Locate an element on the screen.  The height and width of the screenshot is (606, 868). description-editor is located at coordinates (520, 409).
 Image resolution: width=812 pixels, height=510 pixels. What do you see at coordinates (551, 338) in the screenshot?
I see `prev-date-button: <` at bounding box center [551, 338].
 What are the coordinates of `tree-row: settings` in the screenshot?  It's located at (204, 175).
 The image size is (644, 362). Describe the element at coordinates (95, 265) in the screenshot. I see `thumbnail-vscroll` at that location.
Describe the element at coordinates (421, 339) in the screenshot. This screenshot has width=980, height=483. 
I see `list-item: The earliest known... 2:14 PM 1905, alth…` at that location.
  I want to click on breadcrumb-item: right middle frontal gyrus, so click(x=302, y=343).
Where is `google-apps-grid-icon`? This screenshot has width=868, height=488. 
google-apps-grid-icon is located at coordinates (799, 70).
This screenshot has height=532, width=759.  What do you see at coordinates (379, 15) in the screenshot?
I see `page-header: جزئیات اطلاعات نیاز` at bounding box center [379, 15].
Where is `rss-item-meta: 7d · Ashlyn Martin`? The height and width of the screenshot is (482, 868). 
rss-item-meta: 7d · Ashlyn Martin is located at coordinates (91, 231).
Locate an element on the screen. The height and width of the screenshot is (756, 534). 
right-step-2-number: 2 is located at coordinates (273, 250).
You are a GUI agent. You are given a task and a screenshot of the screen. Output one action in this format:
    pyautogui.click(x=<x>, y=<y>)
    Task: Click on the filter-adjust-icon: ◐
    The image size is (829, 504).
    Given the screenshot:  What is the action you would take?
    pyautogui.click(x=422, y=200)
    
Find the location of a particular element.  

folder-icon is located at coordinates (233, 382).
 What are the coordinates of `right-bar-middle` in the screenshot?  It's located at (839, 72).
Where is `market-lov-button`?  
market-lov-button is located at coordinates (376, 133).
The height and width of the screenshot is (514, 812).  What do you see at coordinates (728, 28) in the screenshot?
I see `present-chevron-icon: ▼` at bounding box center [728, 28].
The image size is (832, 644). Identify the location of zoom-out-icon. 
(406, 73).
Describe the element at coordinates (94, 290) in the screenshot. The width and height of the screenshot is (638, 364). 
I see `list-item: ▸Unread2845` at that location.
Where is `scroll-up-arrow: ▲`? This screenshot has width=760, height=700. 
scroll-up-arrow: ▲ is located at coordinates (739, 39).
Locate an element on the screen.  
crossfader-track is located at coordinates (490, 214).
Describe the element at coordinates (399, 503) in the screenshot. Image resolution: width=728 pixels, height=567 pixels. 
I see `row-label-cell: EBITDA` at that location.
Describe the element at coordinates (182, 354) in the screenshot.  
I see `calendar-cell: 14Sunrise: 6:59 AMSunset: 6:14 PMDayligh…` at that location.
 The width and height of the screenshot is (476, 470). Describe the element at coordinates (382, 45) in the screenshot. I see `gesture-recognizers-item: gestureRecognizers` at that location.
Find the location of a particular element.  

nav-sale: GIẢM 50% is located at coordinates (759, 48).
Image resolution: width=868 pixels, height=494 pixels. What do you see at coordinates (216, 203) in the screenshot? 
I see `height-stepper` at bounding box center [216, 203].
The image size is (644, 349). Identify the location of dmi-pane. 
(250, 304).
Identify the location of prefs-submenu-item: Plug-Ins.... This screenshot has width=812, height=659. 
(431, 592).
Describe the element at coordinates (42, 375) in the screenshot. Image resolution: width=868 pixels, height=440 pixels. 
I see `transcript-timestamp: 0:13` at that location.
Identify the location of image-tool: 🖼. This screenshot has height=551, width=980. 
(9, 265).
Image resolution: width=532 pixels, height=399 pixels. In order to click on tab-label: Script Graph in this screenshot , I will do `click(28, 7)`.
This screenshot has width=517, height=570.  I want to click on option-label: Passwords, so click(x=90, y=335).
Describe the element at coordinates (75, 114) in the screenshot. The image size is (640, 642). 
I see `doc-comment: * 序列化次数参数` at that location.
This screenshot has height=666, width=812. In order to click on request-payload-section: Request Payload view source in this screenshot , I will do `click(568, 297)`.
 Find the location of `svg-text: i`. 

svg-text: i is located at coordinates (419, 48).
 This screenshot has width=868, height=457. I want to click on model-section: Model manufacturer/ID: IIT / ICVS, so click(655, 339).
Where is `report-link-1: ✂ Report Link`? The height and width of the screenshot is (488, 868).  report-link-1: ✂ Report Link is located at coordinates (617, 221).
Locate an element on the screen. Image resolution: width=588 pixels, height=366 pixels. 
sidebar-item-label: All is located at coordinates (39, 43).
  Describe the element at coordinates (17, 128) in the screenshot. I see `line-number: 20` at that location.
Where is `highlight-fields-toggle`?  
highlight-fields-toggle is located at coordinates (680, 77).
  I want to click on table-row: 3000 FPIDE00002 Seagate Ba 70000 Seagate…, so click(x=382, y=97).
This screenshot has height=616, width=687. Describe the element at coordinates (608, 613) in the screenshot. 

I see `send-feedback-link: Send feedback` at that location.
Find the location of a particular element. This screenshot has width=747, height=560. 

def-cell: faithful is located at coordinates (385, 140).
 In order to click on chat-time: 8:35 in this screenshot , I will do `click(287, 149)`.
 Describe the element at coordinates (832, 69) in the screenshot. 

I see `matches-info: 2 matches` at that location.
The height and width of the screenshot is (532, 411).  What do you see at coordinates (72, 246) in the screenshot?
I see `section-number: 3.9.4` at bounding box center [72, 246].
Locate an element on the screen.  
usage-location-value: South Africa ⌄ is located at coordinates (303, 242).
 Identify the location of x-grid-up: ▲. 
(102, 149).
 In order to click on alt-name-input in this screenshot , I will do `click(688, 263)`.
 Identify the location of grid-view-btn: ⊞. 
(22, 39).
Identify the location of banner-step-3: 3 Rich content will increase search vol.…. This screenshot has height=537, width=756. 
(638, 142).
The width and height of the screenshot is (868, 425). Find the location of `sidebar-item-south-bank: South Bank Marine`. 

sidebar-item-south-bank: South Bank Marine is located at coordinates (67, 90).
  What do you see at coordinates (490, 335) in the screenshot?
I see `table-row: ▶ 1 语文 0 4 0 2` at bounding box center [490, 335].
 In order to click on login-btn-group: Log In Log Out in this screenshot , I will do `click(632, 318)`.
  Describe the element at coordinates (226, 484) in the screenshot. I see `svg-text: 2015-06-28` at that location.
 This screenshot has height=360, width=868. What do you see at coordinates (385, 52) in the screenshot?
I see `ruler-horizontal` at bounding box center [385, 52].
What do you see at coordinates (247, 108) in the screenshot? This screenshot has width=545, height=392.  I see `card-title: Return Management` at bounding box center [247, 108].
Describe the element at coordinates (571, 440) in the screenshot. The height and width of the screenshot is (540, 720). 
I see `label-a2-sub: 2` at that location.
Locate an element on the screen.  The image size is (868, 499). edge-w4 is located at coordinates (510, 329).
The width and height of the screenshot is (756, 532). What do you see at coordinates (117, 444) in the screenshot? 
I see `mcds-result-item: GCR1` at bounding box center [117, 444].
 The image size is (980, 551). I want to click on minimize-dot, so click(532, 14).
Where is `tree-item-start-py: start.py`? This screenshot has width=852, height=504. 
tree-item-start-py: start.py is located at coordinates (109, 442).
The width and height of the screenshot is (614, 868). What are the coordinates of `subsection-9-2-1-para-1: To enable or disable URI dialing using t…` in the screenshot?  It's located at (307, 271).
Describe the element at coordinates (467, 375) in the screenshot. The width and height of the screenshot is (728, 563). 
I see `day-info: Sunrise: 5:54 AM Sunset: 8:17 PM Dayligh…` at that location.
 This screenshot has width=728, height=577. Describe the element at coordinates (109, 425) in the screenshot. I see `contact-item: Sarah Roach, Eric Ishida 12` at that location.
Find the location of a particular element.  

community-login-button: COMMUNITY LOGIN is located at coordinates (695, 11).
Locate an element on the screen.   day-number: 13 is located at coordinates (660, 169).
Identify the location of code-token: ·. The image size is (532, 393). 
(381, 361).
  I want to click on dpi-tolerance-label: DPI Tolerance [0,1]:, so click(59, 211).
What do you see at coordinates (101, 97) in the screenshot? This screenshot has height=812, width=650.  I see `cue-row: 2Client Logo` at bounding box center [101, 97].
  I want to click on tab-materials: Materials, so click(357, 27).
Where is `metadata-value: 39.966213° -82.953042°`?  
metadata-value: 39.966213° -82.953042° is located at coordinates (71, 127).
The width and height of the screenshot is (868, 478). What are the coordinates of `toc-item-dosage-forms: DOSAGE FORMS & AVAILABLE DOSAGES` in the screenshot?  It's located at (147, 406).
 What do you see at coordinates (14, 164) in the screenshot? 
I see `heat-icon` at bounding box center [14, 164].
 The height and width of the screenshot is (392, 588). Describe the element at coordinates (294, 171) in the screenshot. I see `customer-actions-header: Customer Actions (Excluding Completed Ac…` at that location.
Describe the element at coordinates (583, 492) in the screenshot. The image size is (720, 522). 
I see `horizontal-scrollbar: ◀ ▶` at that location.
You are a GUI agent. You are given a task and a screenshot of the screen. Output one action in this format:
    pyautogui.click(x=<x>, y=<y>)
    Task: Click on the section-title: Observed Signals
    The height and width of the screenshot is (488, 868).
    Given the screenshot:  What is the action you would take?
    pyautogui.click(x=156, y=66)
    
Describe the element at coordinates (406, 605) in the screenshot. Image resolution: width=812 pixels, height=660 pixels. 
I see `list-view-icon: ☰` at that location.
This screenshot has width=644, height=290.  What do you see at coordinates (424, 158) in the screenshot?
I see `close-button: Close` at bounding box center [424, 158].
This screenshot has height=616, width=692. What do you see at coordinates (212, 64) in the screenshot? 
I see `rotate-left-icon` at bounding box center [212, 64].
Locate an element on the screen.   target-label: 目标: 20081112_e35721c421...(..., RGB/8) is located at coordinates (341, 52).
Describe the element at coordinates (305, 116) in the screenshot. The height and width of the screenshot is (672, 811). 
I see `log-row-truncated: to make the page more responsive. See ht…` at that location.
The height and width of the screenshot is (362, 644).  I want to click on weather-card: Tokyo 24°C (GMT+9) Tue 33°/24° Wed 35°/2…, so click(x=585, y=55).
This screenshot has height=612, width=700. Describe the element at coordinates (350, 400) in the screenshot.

******

* INSTRUCTIONS FOR THE TASK *
A single number is the answer here: how many lines of the material contain the string "card"?

* RESULT FOR THIS EXERCISE *
2